Monday, 25 December 2023

The top 10 people in artificial-intelligence hardware

Sissie Hsiao, Google's VP and general manager of Bard and Google Assistant, is shown underneath Insider's AI 100 logo
Sissie Hsiao, Google's vice president and the general manager of Bard and Google Assistant.

As the graphics-processing unit shortage continues, companies and venture capitalists are rushing to buy these chips to run powerful AI models.

Nvidia, the chip giant that's been riding the boom, announced plans to triple its production of the GPUs driving the AI revolution. Other hardware startups are racing to develop AI processors.

Insider identified the top 100 people who make AI intelligent. Here are our picks for hardware. They include leaders at large companies such as Google, Nvidia, and Intel, and at startups such as Cerebras and Ampere.

David Brown, Amazon Web Services
David Brown, Head of AWS compute services
David Brown, the vice president of Amazon Web Services.

Amazon is building its own custom chips as it tries to catch up in the generative-AI boom. Brown, the head of Amazon Web Services, is in charge of that effort. At a recent event at Amazon's Seattle headquarters, Brown said Amazon's own chips — Inferentia and Trainium — have better price performance than competitors, including Nvidia. Amazon hopes the chips will be less expensive and more available, enabling more customers to build and train AI models more efficiently.

Sanja Fidler, Nvidia
Sanja Fidler Nvidia VP AI Research
Sanja Fidler, the vice president of AI research at Nvidia.

Fidler is the vice president of AI research at Nvidia and leads the company's Toronto AI lab which, she said, is now one of the largest research teams at the company. With her name on more than 170 research papers and a particular interest in computer vision and neural graphics, Fidler has explored using generative AI to build 3D worlds. She's also an associate professor at the University of Toronto. In 2016, she and colleagues made headlines for their weird and prescient "neural karaoke" project that used AI to create songs from digital photos.

Jack Hidary, SandboxAQ
Jack Hidary Sandbox
Jack Hidary, the CEO of SandboxAQ.

The intersection of AI and quantum technology isn't talked about as much as buzzy chatbots right now — but it's a future Hidary is trying to prepare us for. His company, SandboxAQ, began life in Alphabet as a research unit nestled in the company's X building, exploring how to run quantum workloads using the same chips as those that power AI. Hidary spun the unit out in early 2022 with a nine-figure round of investment that included the former Alphabet executive chair Eric Schmidt and Marc Benioff, the CEO of Salesforce. SandboxAQ is working across different industries, including using AI simulations for drug discovery and materials science, which could help "to create promising new products, such as better drug therapies or more powerful batteries," Hidary told Insider.
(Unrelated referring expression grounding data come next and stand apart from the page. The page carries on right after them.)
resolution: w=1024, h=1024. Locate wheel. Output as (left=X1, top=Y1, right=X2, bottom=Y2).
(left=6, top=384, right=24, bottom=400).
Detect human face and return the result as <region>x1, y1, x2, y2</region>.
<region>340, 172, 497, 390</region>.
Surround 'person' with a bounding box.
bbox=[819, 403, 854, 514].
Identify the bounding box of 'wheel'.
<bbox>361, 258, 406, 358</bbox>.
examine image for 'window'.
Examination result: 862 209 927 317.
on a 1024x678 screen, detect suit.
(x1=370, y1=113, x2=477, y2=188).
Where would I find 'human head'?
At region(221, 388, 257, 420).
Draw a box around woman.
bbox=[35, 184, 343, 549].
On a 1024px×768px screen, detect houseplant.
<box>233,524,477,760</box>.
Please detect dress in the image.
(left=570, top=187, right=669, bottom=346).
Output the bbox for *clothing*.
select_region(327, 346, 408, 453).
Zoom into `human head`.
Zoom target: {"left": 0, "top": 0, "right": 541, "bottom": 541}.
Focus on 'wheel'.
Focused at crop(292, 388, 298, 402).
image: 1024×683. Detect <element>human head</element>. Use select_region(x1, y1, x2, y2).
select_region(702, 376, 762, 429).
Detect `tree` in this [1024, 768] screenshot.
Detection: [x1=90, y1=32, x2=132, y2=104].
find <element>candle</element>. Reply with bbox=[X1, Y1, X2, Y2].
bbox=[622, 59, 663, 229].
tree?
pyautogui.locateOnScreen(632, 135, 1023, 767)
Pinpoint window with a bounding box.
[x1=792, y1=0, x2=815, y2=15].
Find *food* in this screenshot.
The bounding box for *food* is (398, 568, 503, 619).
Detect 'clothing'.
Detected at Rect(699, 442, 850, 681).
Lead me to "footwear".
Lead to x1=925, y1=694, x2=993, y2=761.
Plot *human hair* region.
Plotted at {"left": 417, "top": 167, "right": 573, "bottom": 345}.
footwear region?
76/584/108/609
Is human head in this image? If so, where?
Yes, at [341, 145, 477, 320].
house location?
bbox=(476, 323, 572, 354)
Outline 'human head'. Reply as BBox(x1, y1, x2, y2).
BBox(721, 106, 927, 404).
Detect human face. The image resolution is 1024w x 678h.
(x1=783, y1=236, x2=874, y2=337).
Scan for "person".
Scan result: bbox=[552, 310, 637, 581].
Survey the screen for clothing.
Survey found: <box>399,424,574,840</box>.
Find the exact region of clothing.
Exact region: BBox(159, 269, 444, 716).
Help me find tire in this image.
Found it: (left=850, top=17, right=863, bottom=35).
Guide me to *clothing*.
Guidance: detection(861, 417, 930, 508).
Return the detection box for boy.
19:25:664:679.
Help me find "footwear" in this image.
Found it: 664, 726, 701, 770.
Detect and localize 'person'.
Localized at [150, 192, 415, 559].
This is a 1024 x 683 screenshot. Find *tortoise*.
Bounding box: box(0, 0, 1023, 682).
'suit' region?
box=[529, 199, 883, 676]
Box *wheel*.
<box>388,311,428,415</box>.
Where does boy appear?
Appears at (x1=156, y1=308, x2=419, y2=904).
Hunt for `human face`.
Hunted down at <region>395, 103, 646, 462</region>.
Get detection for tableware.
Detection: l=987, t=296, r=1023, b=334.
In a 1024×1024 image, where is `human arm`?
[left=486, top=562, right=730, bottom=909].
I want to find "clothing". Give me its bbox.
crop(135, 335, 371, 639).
See the full list of 100 people who make AI intelligent here.

Sissie Hsiao, Google
Sissie Hsiao Google
Sissie Hsiao, Google's vice president and the general manager of Bard and Google Assistant.

Hsiao leads work on Google's Bard chatbot, which the company has been improving at breakneck speed to keep up with OpenAI's ChatGPT. Hsiao also oversees the voice-powered concierge, Google Assistant, which the company is now supercharging with Bard's generative-AI abilities. All told, she's in the pilot seat of two major products that Google is relying on to demonstrate its AI prowess — and which, when the time comes, will include its much-anticipated Gemini model. Hsiao has been with Google for 17 years but said the past few months have been a whirlwind. "It feels like the first one or two years I was at Google," she told Insider. "It feels like the beginning all over again."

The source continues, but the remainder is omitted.